Here at Women On 20s, an organization we formed to advocate for putting a woman on the $20 bill, the messages of congratulations have been coming in at a fast clip. Treasury Secretary Jacob Lew, according to news reports, will soon announce plans to leave Alexander Hamilton on the front of the $10 bill and put a woman’s portrait on the face of the $20, booting Andrew Jackson instead.
But we aren’t celebrating yet.
In those same news reports, government sources reveal that we won’t be seeing that $20 with a female portrait in circulation until 2030 or beyond. Yes, that’s more than 14 years. As usual, women are being asked to wait, and wait. It’s a wait we’re not willing to endure; we should be well beyond having to beg for something that should have happened a long time ago.
What would make this a true cause for celebration is for Lew to announce this week that he will fast-track the $20 note, putting it into production alongside the new $10, which is first in line, for security reasons. It took 140 years for women to secure the right to vote. It has been more than 100 years since a woman has been seen on the face of paper currency.
In this day and age, what possible reason could there be for not committing the resources necessary to make this happen? At this pace, we’ll have cancer cured before we see women honored alongside men in the pantheon of paper money.
Some might say we should be satisfied with plans to use the back side of two relatively minor bank notes — the $10 and the $5 — to depict group scenes of women’s activism, while preserving the front-of-the bill portraits of Hamilton and Lincoln respectively. In fact, we had commissioned just such a vignette for the flip side of the $20 that we hoped would feature Harriet Tubman on the portrait side, the choice of the 600,000 people who voted in our online poll last spring.
But with apologies to the (now-Pulitzer Prize winning) creator of the play “Hamilton” Lin-Manuel Miranda — who pressed Lew to leave Hamilton on the $10 — keeping the statesman front-side, with an assemblage of barely discernible women on the backside of the bill, is hardly a way to commemorate the centennial of women’s suffrage in 2020.
We have suggested before that perhaps a forward-thinking leader such as Hamilton would be the first to offer to share the front of his bill with a woman. And that bill could be ready by 2020. But soon after — not 10 years later — Treasury should be ready to replace Jackson, the symbol of hate and intolerance (see Trail of Tears) who comes flying out of every ATM, with a woman like Tubman, who represents inclusion and freedom.
Exactly 10 months ago today, Lew promised the American people that he would put a woman front and center on the next redesigned U.S. bank note, the $10 bill by 2020, and a collective cheer could be heard from classrooms to workplaces nationwide.
He since has not only reneged on that pledge, but he is sending a message both here and abroad that women and their accomplishments are not important. In a Women On 20s video that went viral during our campaign last year, kindergarteners were frustrated and baffled when they couldn’t find a single bill with a woman’s face. “Girls are just as important as boys,” one girl shouted, throwing her hands in the air.
That’s right, Secretary Lew. Show girls that they rule, too. And don’t make them wait until they’re out of college. Make this a victory for the people of all ages who were inspired to participate in this open source currency design by giving them a woman’s bill soon.
At a time when both the U.S. Treasurer and the head of the Federal Reserve Board are women, this seems like a no-brainer. If the $20 bill were under threat of counterfeiters, our can-do country would marshal the resources and brainpower to overcome any technical hurdles and come up with a secure note in a hurry. We shouldn’t have to wait for a woman president to make this a priority.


• Activity
Nothing but the lines below between the line holding "You are a GUI" and the line holding "Task: Click on the label: Username", inclusive, should appear in the answer, each set down exactly.

• Provided information
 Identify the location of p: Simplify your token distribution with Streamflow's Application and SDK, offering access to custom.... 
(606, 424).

---

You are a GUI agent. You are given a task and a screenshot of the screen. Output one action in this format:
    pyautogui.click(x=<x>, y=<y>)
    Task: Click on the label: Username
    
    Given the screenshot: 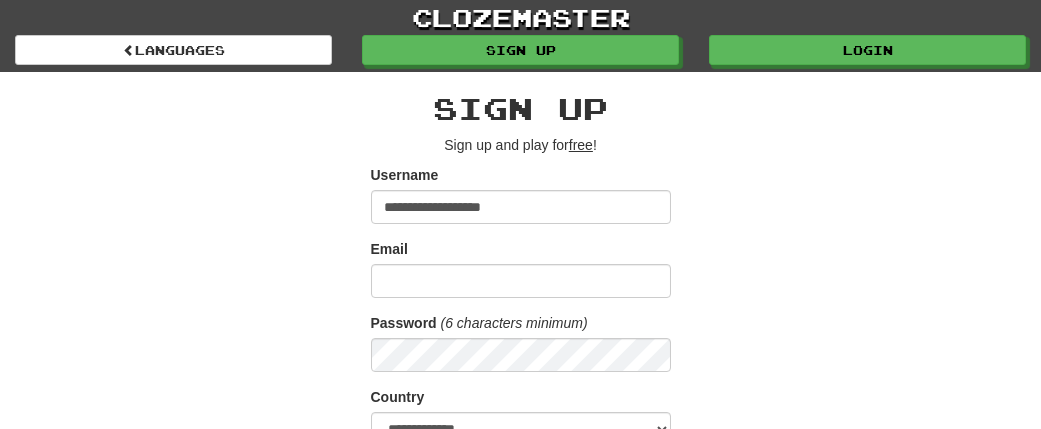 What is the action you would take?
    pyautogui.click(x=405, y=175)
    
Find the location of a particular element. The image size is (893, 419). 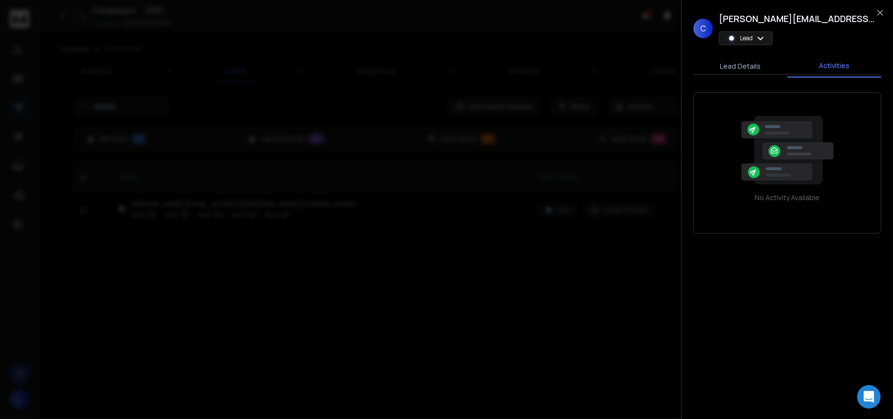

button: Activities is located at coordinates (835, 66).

* * *

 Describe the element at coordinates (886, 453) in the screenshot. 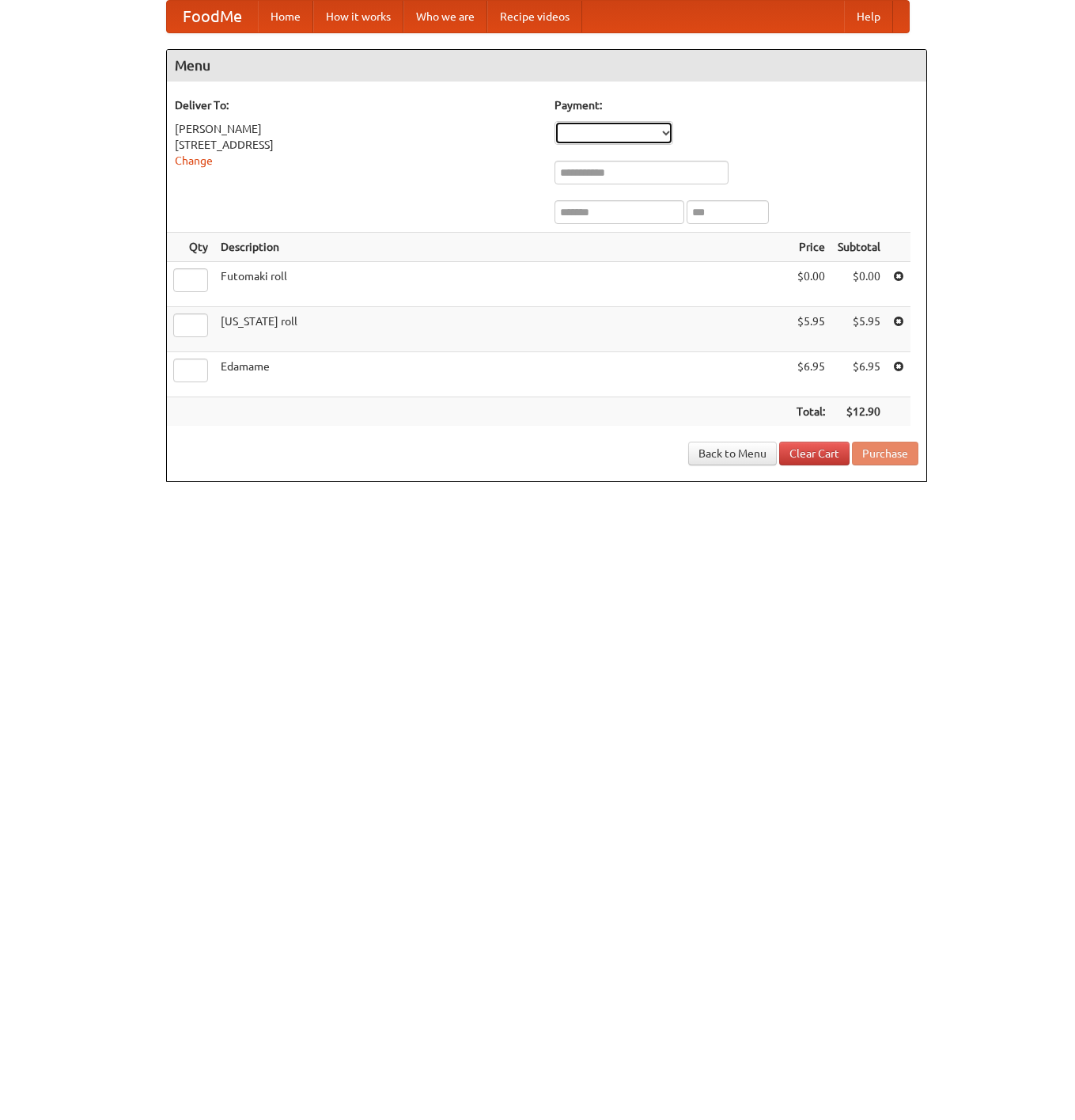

• Solution for this exercise
You are a GUI agent. You are given a task and a screenshot of the screen. Output one action in this format:
    pyautogui.click(x=<x>, y=<y>)
    Task: Click on the label: Username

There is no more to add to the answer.